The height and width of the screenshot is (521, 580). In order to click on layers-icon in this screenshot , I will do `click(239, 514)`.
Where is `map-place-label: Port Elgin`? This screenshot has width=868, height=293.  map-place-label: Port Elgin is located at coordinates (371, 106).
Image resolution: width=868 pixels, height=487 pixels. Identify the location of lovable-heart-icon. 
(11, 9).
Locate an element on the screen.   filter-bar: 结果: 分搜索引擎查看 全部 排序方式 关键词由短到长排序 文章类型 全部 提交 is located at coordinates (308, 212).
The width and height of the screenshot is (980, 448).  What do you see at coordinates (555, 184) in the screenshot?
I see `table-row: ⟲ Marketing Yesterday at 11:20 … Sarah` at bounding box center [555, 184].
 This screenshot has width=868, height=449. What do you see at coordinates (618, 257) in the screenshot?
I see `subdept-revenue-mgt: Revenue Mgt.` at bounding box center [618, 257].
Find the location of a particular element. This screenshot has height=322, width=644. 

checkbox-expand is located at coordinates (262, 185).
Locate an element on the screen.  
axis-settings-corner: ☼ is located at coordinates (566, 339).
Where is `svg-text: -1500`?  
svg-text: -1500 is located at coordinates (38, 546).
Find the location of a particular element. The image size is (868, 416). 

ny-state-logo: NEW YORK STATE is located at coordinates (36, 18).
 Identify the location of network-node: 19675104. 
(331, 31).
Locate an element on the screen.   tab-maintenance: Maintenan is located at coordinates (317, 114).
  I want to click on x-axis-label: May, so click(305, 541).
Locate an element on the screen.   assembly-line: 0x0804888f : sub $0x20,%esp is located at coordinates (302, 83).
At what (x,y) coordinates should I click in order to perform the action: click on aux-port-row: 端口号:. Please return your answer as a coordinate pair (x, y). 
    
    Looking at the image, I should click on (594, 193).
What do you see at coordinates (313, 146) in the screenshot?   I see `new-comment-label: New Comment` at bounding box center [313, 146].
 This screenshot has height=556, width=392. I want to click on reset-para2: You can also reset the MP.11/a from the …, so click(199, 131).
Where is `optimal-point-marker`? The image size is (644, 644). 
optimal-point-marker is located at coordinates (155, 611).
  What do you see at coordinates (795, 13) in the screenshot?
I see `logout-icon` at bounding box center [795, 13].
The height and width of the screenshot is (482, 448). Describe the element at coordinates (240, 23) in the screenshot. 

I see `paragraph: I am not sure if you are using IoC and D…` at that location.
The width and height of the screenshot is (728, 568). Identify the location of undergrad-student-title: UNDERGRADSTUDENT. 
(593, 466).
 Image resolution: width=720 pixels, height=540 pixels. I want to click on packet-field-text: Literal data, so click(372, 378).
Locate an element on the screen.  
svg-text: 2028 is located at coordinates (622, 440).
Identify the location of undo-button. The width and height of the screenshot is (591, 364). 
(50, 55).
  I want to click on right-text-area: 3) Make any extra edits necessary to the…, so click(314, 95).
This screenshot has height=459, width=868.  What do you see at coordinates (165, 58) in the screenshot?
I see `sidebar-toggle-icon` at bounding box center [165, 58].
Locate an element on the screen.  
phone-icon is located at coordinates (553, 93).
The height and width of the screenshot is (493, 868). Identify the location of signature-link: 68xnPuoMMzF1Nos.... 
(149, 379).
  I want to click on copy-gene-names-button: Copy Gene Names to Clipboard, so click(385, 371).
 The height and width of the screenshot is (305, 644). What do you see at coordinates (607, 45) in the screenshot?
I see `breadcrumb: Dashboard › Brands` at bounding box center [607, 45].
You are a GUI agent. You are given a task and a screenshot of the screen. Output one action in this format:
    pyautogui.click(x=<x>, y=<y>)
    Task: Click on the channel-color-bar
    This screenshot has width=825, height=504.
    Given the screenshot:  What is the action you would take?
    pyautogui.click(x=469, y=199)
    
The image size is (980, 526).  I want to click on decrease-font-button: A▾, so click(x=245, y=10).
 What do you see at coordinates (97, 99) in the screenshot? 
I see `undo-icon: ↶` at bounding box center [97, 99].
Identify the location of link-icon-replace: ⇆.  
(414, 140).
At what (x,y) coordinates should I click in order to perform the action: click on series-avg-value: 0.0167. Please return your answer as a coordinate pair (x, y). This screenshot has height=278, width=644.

_Task to complete_
Each entry must appear in the reply exactly as written.

_The answer_
The height and width of the screenshot is (521, 580). In order to click on layers-icon in this screenshot , I will do `click(239, 514)`.
Where is `map-place-label: Port Elgin`? This screenshot has width=868, height=293.  map-place-label: Port Elgin is located at coordinates (371, 106).
Image resolution: width=868 pixels, height=487 pixels. Identify the location of lovable-heart-icon. 
(11, 9).
Locate an element on the screen.   filter-bar: 结果: 分搜索引擎查看 全部 排序方式 关键词由短到长排序 文章类型 全部 提交 is located at coordinates (308, 212).
The width and height of the screenshot is (980, 448).  What do you see at coordinates (555, 184) in the screenshot?
I see `table-row: ⟲ Marketing Yesterday at 11:20 … Sarah` at bounding box center [555, 184].
 This screenshot has width=868, height=449. What do you see at coordinates (618, 257) in the screenshot?
I see `subdept-revenue-mgt: Revenue Mgt.` at bounding box center [618, 257].
Find the location of a particular element. This screenshot has height=322, width=644. 

checkbox-expand is located at coordinates (262, 185).
Locate an element on the screen.  
axis-settings-corner: ☼ is located at coordinates (566, 339).
Where is `svg-text: -1500`?  
svg-text: -1500 is located at coordinates (38, 546).
Find the location of a particular element. The image size is (868, 416). 

ny-state-logo: NEW YORK STATE is located at coordinates (36, 18).
 Identify the location of network-node: 19675104. 
(331, 31).
Locate an element on the screen.   tab-maintenance: Maintenan is located at coordinates (317, 114).
  I want to click on x-axis-label: May, so click(305, 541).
Locate an element on the screen.   assembly-line: 0x0804888f : sub $0x20,%esp is located at coordinates (302, 83).
At what (x,y) coordinates should I click in order to perform the action: click on aux-port-row: 端口号:. Please return your answer as a coordinate pair (x, y). 
    
    Looking at the image, I should click on (594, 193).
What do you see at coordinates (313, 146) in the screenshot?   I see `new-comment-label: New Comment` at bounding box center [313, 146].
 This screenshot has height=556, width=392. I want to click on reset-para2: You can also reset the MP.11/a from the …, so click(199, 131).
Where is `optimal-point-marker`? The image size is (644, 644). 
optimal-point-marker is located at coordinates (155, 611).
  What do you see at coordinates (795, 13) in the screenshot?
I see `logout-icon` at bounding box center [795, 13].
The height and width of the screenshot is (482, 448). Describe the element at coordinates (240, 23) in the screenshot. 

I see `paragraph: I am not sure if you are using IoC and D…` at that location.
The width and height of the screenshot is (728, 568). Identify the location of undergrad-student-title: UNDERGRADSTUDENT. 
(593, 466).
 Image resolution: width=720 pixels, height=540 pixels. I want to click on packet-field-text: Literal data, so click(372, 378).
Locate an element on the screen.  
svg-text: 2028 is located at coordinates (622, 440).
Identify the location of undo-button. The width and height of the screenshot is (591, 364). 
(50, 55).
  I want to click on right-text-area: 3) Make any extra edits necessary to the…, so click(314, 95).
This screenshot has height=459, width=868.  What do you see at coordinates (165, 58) in the screenshot?
I see `sidebar-toggle-icon` at bounding box center [165, 58].
Locate an element on the screen.  
phone-icon is located at coordinates (553, 93).
The height and width of the screenshot is (493, 868). Identify the location of signature-link: 68xnPuoMMzF1Nos.... 
(149, 379).
  I want to click on copy-gene-names-button: Copy Gene Names to Clipboard, so click(385, 371).
 The height and width of the screenshot is (305, 644). What do you see at coordinates (607, 45) in the screenshot?
I see `breadcrumb: Dashboard › Brands` at bounding box center [607, 45].
You are a GUI agent. You are given a task and a screenshot of the screen. Output one action in this format:
    pyautogui.click(x=<x>, y=<y>)
    Task: Click on the channel-color-bar
    This screenshot has width=825, height=504.
    Given the screenshot:  What is the action you would take?
    pyautogui.click(x=469, y=199)
    
The image size is (980, 526).  I want to click on decrease-font-button: A▾, so click(x=245, y=10).
 What do you see at coordinates (97, 99) in the screenshot? 
I see `undo-icon: ↶` at bounding box center [97, 99].
Identify the location of link-icon-replace: ⇆.  
(414, 140).
At what (x,y) coordinates should I click in order to perform the action: click on series-avg-value: 0.0167. Please return your answer as a coordinate pair (x, y). This screenshot has height=278, width=644.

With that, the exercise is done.